‘Dangerous act’ North Korea warns US is driving Kim to extreme confrontation

Han Tae Song, North Korea’s Ambassador to the UN, told the Conference on Disarmament last year’s nuclear test allowed his country to “perfect a national nuclear force” in a transparent manner.

“Thus DPRK [North Korea] at last came to possess a powerful and reliable war deterrent,” he told the Geneva forum.

“I am proudly saying that DPRK’s nuclear force is capable of frustrating and countering any nuclear threats from the US and it constitutes a powerful deterrent that prevents the US from starting an adventurous war.”

He went on to add that as a “responsible nuclear power”, North Korea would not use its nuclear weapons unless foreign states violated its sovereignty or interests.

In response, US disarmament ambassador Robert Wood said Washington would never recognise the secretive country as a nuclear power and told Pyongyang exactly what it must to to be welcomed back to the international community.

He said: “The United States will not recognise North Korea as a nuclear weapon state.

“If the North wishes to return and be in the good graces of the international community, it knows what it has to do, it has to take steps toward denuclearisation of the Korean peninsula.”

In an earlier speech on Tuesday, United Nations disarmament official Izumi Nakamitsu welcomed an easing of tensions between North and South Korea but called for further steps towards removing nuclear weapons from the divided peninsula.

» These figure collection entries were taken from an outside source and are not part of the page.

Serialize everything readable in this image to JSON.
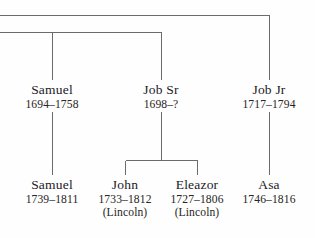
{
  "diagram": {
    "kind": "genealogy-family-tree",
    "line_color": "#6b6b6b",
    "text_color": "#22201f",
    "background": "#fefefe"
  },
  "generations": {
    "parents": [
      {
        "id": "samuel-1694",
        "name": "Samuel",
        "dates": "1694–1758",
        "note": "",
        "x": 52
      },
      {
        "id": "job-sr",
        "name": "Job Sr",
        "dates": "1698–?",
        "note": "",
        "x": 161
      },
      {
        "id": "job-jr",
        "name": "Job Jr",
        "dates": "1717–1794",
        "note": "",
        "x": 269
      }
    ],
    "children": [
      {
        "id": "samuel-1739",
        "name": "Samuel",
        "dates": "1739–1811",
        "note": "",
        "x": 52
      },
      {
        "id": "john-1733",
        "name": "John",
        "dates": "1733–1812",
        "note": "(Lincoln)",
        "x": 125
      },
      {
        "id": "eleazor-1727",
        "name": "Eleazor",
        "dates": "1727–1806",
        "note": "(Lincoln)",
        "x": 197
      },
      {
        "id": "asa-1746",
        "name": "Asa",
        "dates": "1746–1816",
        "note": "",
        "x": 269
      }
    ]
  }
}
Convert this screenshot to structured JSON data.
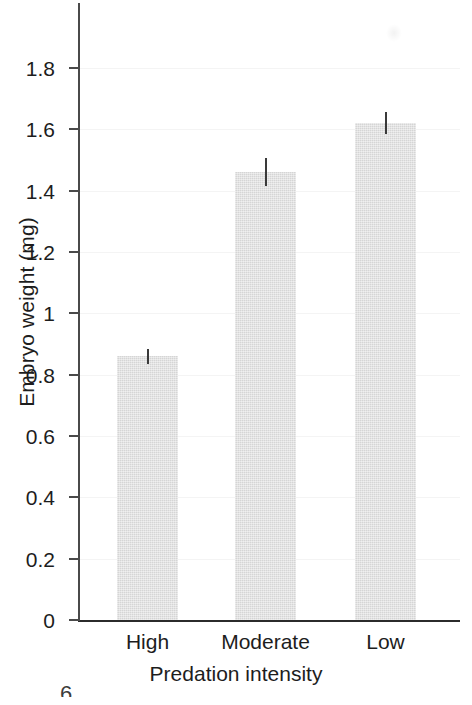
{
  "chart_data": {
    "type": "bar",
    "title": "",
    "subtitle": "",
    "xlabel": "Predation intensity",
    "ylabel": "Embryo weight (mg)",
    "categories": [
      "High",
      "Moderate",
      "Low"
    ],
    "values": [
      0.86,
      1.46,
      1.62
    ],
    "errors": [
      0.025,
      0.045,
      0.035
    ],
    "error_type": "standard error bars",
    "ylim": [
      0,
      1.94
    ],
    "yticks": [
      0,
      0.2,
      0.4,
      0.6,
      0.8,
      1,
      1.2,
      1.4,
      1.6,
      1.8
    ],
    "ytick_labels": [
      "0",
      "0.2",
      "0.4",
      "0.6",
      "0.8",
      "1",
      "1.2",
      "1.4",
      "1.6",
      "1.8"
    ],
    "grid": "faint horizontal gridlines",
    "legend": "none",
    "bar_color": "#dddddd",
    "axis_color": "#2b2b2b",
    "error_bar_color": "#3a3a3a",
    "series": [
      {
        "name": "Embryo weight",
        "values": [
          0.86,
          1.46,
          1.62
        ],
        "errors": [
          0.025,
          0.045,
          0.035
        ]
      }
    ]
  },
  "figure": {
    "corner_mark": "6"
  }
}
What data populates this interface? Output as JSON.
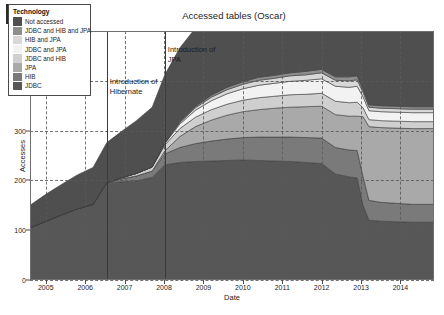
{
  "figure": {
    "panel_label": "(a)",
    "title": "Accessed tables (Oscar)"
  },
  "legend": {
    "title": "Technology",
    "entries": [
      {
        "label": "Not accessed",
        "color": "#4f4f4f"
      },
      {
        "label": "JDBC and HIB and JPA",
        "color": "#8e8e8e"
      },
      {
        "label": "HIB and JPA",
        "color": "#d8d8d8"
      },
      {
        "label": "JDBC and JPA",
        "color": "#f2f2f2"
      },
      {
        "label": "JDBC and HIB",
        "color": "#cfcfcf"
      },
      {
        "label": "JPA",
        "color": "#a9a9a9"
      },
      {
        "label": "HIB",
        "color": "#7a7a7a"
      },
      {
        "label": "JDBC",
        "color": "#575757"
      }
    ]
  },
  "annotations": [
    {
      "text": "Introduction of Hibernate",
      "x_value": 2006.55
    },
    {
      "text": "Introduction of JPA",
      "x_value": 2008.02
    }
  ],
  "chart_data": {
    "type": "area",
    "title": "Accessed tables (Oscar)",
    "xlabel": "Date",
    "ylabel": "Accesses",
    "xlim": [
      2004.6,
      2014.85
    ],
    "ylim": [
      0,
      500
    ],
    "yticks": [
      0,
      100,
      200,
      300,
      400,
      500
    ],
    "xticks": [
      2005,
      2006,
      2007,
      2008,
      2009,
      2010,
      2011,
      2012,
      2013,
      2014
    ],
    "grid": true,
    "stacked": true,
    "legend_position": "top-left",
    "x": [
      2004.6,
      2005.0,
      2005.4,
      2005.8,
      2006.2,
      2006.55,
      2006.9,
      2007.3,
      2007.7,
      2008.02,
      2008.4,
      2008.8,
      2009.2,
      2009.6,
      2010.0,
      2010.4,
      2010.8,
      2011.2,
      2011.6,
      2012.0,
      2012.35,
      2012.7,
      2012.9,
      2013.05,
      2013.2,
      2013.5,
      2013.9,
      2014.3,
      2014.85
    ],
    "series": [
      {
        "name": "JDBC",
        "color": "#575757",
        "values": [
          105,
          118,
          131,
          143,
          152,
          196,
          197,
          199,
          206,
          231,
          236,
          238,
          239,
          240,
          241,
          240,
          239,
          238,
          236,
          234,
          213,
          207,
          205,
          150,
          120,
          118,
          117,
          116,
          116
        ]
      },
      {
        "name": "HIB",
        "color": "#7a7a7a",
        "values": [
          0,
          0,
          0,
          0,
          0,
          0,
          6,
          10,
          13,
          22,
          30,
          36,
          40,
          43,
          45,
          47,
          48,
          49,
          50,
          51,
          53,
          54,
          55,
          58,
          40,
          38,
          37,
          36,
          36
        ]
      },
      {
        "name": "JPA",
        "color": "#a9a9a9",
        "values": [
          0,
          0,
          0,
          0,
          0,
          0,
          0,
          0,
          0,
          6,
          22,
          34,
          42,
          48,
          52,
          55,
          58,
          60,
          62,
          64,
          66,
          68,
          69,
          120,
          148,
          150,
          151,
          152,
          152
        ]
      },
      {
        "name": "JDBC and HIB",
        "color": "#cfcfcf",
        "values": [
          0,
          0,
          0,
          0,
          0,
          0,
          2,
          5,
          8,
          12,
          16,
          19,
          21,
          22,
          23,
          24,
          24,
          25,
          25,
          26,
          27,
          27,
          28,
          18,
          14,
          14,
          14,
          14,
          14
        ]
      },
      {
        "name": "JDBC and JPA",
        "color": "#f2f2f2",
        "values": [
          0,
          0,
          0,
          0,
          0,
          0,
          0,
          0,
          0,
          3,
          9,
          14,
          18,
          21,
          23,
          25,
          26,
          27,
          28,
          29,
          30,
          31,
          32,
          22,
          18,
          18,
          18,
          18,
          18
        ]
      },
      {
        "name": "HIB and JPA",
        "color": "#d8d8d8",
        "values": [
          0,
          0,
          0,
          0,
          0,
          0,
          0,
          0,
          0,
          1,
          3,
          5,
          7,
          8,
          9,
          10,
          10,
          11,
          11,
          12,
          12,
          13,
          13,
          9,
          7,
          7,
          7,
          7,
          7
        ]
      },
      {
        "name": "JDBC and HIB and JPA",
        "color": "#8e8e8e",
        "values": [
          0,
          0,
          0,
          0,
          0,
          0,
          0,
          0,
          0,
          1,
          2,
          3,
          4,
          5,
          5,
          6,
          6,
          6,
          7,
          7,
          7,
          8,
          8,
          6,
          5,
          5,
          5,
          5,
          5
        ]
      },
      {
        "name": "Not accessed",
        "color": "#4f4f4f",
        "values": [
          45,
          54,
          61,
          68,
          74,
          80,
          92,
          106,
          120,
          136,
          148,
          157,
          164,
          170,
          176,
          181,
          187,
          192,
          197,
          203,
          208,
          212,
          215,
          218,
          222,
          229,
          237,
          245,
          152
        ]
      }
    ]
  }
}
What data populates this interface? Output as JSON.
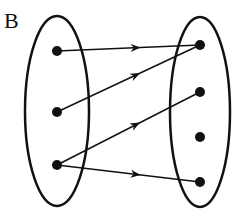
{
  "diagram": {
    "label": "B",
    "stroke_color": "#111111",
    "domain_set": {
      "ellipse": {
        "cx": 57,
        "cy": 111,
        "rx": 32,
        "ry": 95
      },
      "points": [
        {
          "id": "L1",
          "x": 57,
          "y": 51
        },
        {
          "id": "L2",
          "x": 57,
          "y": 112
        },
        {
          "id": "L3",
          "x": 57,
          "y": 165
        }
      ]
    },
    "codomain_set": {
      "ellipse": {
        "cx": 200,
        "cy": 112,
        "rx": 30,
        "ry": 95
      },
      "points": [
        {
          "id": "R1",
          "x": 200,
          "y": 45
        },
        {
          "id": "R2",
          "x": 200,
          "y": 92
        },
        {
          "id": "R3",
          "x": 200,
          "y": 137
        },
        {
          "id": "R4",
          "x": 200,
          "y": 182
        }
      ]
    },
    "arrows": [
      {
        "from": "L1",
        "to": "R1"
      },
      {
        "from": "L2",
        "to": "R1"
      },
      {
        "from": "L3",
        "to": "R2"
      },
      {
        "from": "L3",
        "to": "R4"
      }
    ]
  }
}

Meanwhile, North Korea’s UN ambassador accused the US of deploying military assets nearby under the pretext of ensuring the security of the Winter Olympics.

He said: “This is dangerous act of throwing a wet blanket over the current positive atmosphere of inter-Korean relations… which could drive again into an extreme phase of confrontation.”

The news comes amid a notable thawing of the hostile relations between North and South Korea, with the two countries agreeing to march under a unified flag during the opening ceremony at next month’s Winter Olympics.

Officials reopened the hotline between the two countries this month, which had not previously been used since December 2015.

Lee Hee-beom, the Winter Olympics organising chief, previously raised the possibility of the two Koreas forming unified teams in figure skating and ice hockey for the Games to be held in the mountain village of Pyeongchang, just 50 miles (80km) from the inter-Korean border.

The two Koreas have competed as a single nation in sports events before, including football and table tennis matches, but have never joined forces for a major event such as the Olympics or the Asian Games.

The countries even marched together at the Sydney Olympic Games in 2000 after North and South Korea held their first ever summit, but relations have since soured.

North Korea has, however, participated in the international multi-sports events hosted by South Korea three times – in 2002, 2003 and 2014.

Until this month, the two countries had not conducted high-level talks for more than two years.